What kind of performer was Rilke?


We have audio recordings of Tolstoy and Tennyson--even one of Robert Browning. But no recordings of Rainer Maria Rilke are known to exist, although he lived until 1926. In a letter written in April of that year to Dieter Bassermann, Rilke noted that the phonograph could contribute "to a new, orderly sense of responsibility toward the reading aloud of a poem (by which alone its whole existence appears)."

We do, however, have a vivid description of Rilke as a performer. Here is Marie von Thurn and Taxis' account of a reading he gave at her home, Lautschin Castle, in Bohemia in July 1911:

Rilke read in a very characteristic manner, always standing up, in a voice capable of infinite modulations, which sometimes rose to an amazingly sonorous volume, in a strange, singing tone that strongly stressed the rhythm.

It was entirely different from anything one had ever heard--startling at first, then wonderfully moving. I have never heard verse spoken more solemnly and, at the same time, with greater simplicity; one could have listened to him forever.
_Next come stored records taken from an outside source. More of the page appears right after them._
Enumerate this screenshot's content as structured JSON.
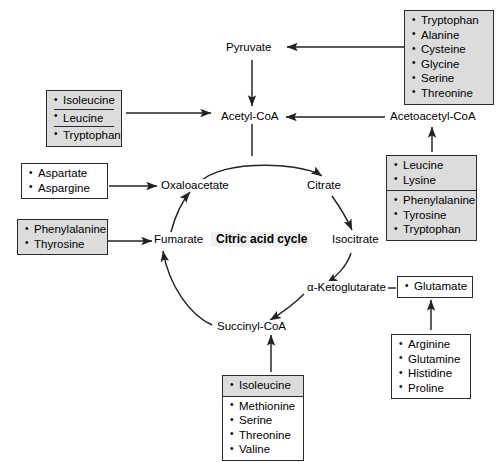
{
  "diagram": {
    "center_label": "Citric acid cycle",
    "nodes": {
      "pyruvate": "Pyruvate",
      "acetyl_coa": "Acetyl-CoA",
      "acetoacetyl_coa": "Acetoacetyl-CoA",
      "oxaloacetate": "Oxaloacetate",
      "citrate": "Citrate",
      "isocitrate": "Isocitrate",
      "alpha_ketoglutarate": "α-Ketoglutarate",
      "succinyl_coa": "Succinyl-CoA",
      "fumarate": "Fumarate"
    },
    "boxes": {
      "to_pyruvate": {
        "target": "Pyruvate",
        "shaded": true,
        "items": [
          "Tryptophan",
          "Alanine",
          "Cysteine",
          "Glycine",
          "Serine",
          "Threonine"
        ]
      },
      "to_acetyl_coa": {
        "target": "Acetyl-CoA",
        "shaded": true,
        "items": [
          "Isoleucine",
          "Leucine",
          "Tryptophan"
        ]
      },
      "to_acetoacetyl_coa_top": {
        "target": "Acetoacetyl-CoA",
        "shaded": true,
        "items": [
          "Leucine",
          "Lysine"
        ]
      },
      "to_acetoacetyl_coa_bottom": {
        "target": "Acetoacetyl-CoA",
        "shaded": true,
        "items": [
          "Phenylalanine",
          "Tyrosine",
          "Tryptophan"
        ]
      },
      "to_oxaloacetate": {
        "target": "Oxaloacetate",
        "shaded": false,
        "items": [
          "Aspartate",
          "Aspargine"
        ]
      },
      "to_fumarate": {
        "target": "Fumarate",
        "shaded": true,
        "items": [
          "Phenylalanine",
          "Thyrosine"
        ]
      },
      "to_alpha_ketoglutarate_direct": {
        "target": "α-Ketoglutarate",
        "shaded": false,
        "items": [
          "Glutamate"
        ]
      },
      "to_glutamate": {
        "target": "Glutamate",
        "shaded": false,
        "items": [
          "Arginine",
          "Glutamine",
          "Histidine",
          "Proline"
        ]
      },
      "to_succinyl_coa_top": {
        "target": "Succinyl-CoA",
        "shaded": true,
        "items": [
          "Isoleucine"
        ]
      },
      "to_succinyl_coa_bottom": {
        "target": "Succinyl-CoA",
        "shaded": false,
        "items": [
          "Methionine",
          "Serine",
          "Threonine",
          "Valine"
        ]
      }
    }
  },
  "colors": {
    "stroke": "#2b2b2b",
    "shade": "#dcdcdc",
    "center_bg": "#f2f2f2",
    "background": "#ffffff"
  }
}
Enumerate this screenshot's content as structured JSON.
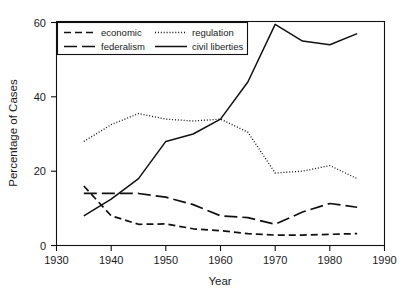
{
  "chart_data": {
    "type": "line",
    "title": "",
    "xlabel": "Year",
    "ylabel": "Percentage of Cases",
    "xlim": [
      1930,
      1990
    ],
    "ylim": [
      0,
      60
    ],
    "xticks": [
      1930,
      1940,
      1950,
      1960,
      1970,
      1980,
      1990
    ],
    "yticks": [
      0,
      20,
      40,
      60
    ],
    "grid": false,
    "legend_position": "top-left-inside",
    "x": [
      1935,
      1940,
      1945,
      1950,
      1955,
      1960,
      1965,
      1970,
      1975,
      1980,
      1985
    ],
    "series": [
      {
        "name": "economic",
        "style": "short-dashed",
        "values": [
          16,
          8,
          5.7,
          5.8,
          4.5,
          4,
          3.2,
          2.8,
          2.8,
          3,
          3.2
        ]
      },
      {
        "name": "regulation",
        "style": "dotted",
        "values": [
          28,
          32.5,
          35.5,
          34,
          33.5,
          34,
          30.5,
          19.5,
          20,
          21.5,
          18
        ]
      },
      {
        "name": "federalism",
        "style": "long-dashed",
        "values": [
          14,
          14,
          14,
          13,
          11,
          8,
          7.5,
          5.7,
          9,
          11.3,
          10.3
        ]
      },
      {
        "name": "civil liberties",
        "style": "solid",
        "values": [
          8,
          12.5,
          18,
          28,
          30,
          34,
          44,
          59.5,
          55,
          54,
          57
        ]
      }
    ]
  },
  "axes": {
    "x_tick_labels": [
      "1930",
      "1940",
      "1950",
      "1960",
      "1970",
      "1980",
      "1990"
    ],
    "y_tick_labels": [
      "0",
      "20",
      "40",
      "60"
    ],
    "x_axis_title": "Year",
    "y_axis_title": "Percentage of Cases"
  },
  "legend": {
    "entries": [
      {
        "label": "economic",
        "style": "short-dashed"
      },
      {
        "label": "regulation",
        "style": "dotted"
      },
      {
        "label": "federalism",
        "style": "long-dashed"
      },
      {
        "label": "civil liberties",
        "style": "solid"
      }
    ]
  },
  "colors": {
    "line": "#111111",
    "text": "#1a1a1a",
    "background": "#ffffff"
  }
}
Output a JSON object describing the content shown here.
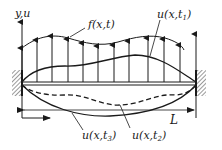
{
  "diagram": {
    "type": "clamped string/beam under distributed load",
    "axis_label": "y,u",
    "load_label": "f(x,t)",
    "curves": [
      {
        "label_main": "u(x,t",
        "sub": "1",
        "close": ")",
        "style": "solid",
        "position": "above beam"
      },
      {
        "label_main": "u(x,t",
        "sub": "2",
        "close": ")",
        "style": "dashed",
        "position": "below beam"
      },
      {
        "label_main": "u(x,t",
        "sub": "3",
        "close": ")",
        "style": "solid",
        "position": "below beam"
      }
    ],
    "length_label": "L",
    "supports": [
      "fixed-left",
      "fixed-right"
    ],
    "load_arrow_count": 11,
    "colors": {
      "ink": "#1a1a1a",
      "hatch": "#555555",
      "background": "#ffffff"
    }
  }
}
It was remarkable what long pauses he made. Then he would slowly bow his head, almost closing his heavy eyelids, and one could hear the silence, as one hears the pauses of a Beethoven sonata.


This letter is quoted in the 1949 book, Rilke: Man and Poet, by Nora Wydenbruck, which is well worth hunting down. Wydenbruck (1885-1962) was an Austrian-British author and painter, now best known for her German translations of Four Quartets and several of Eliot's plays. In 1948, she published one of the first English translations of the Duino Elegies.

Today recordings of Rilke's poetry and prose are available in many languages. Some of my favorites are those by the German actor Sven Gortz. He may not emphasize the meters as much as Rilke himself apparently did, but he has a fine sense of the human drama in poems like "An Archaic Torso of Apollo".  


Lautschin, now in the Czech Republic, as it is today (Photo: Radio Prague)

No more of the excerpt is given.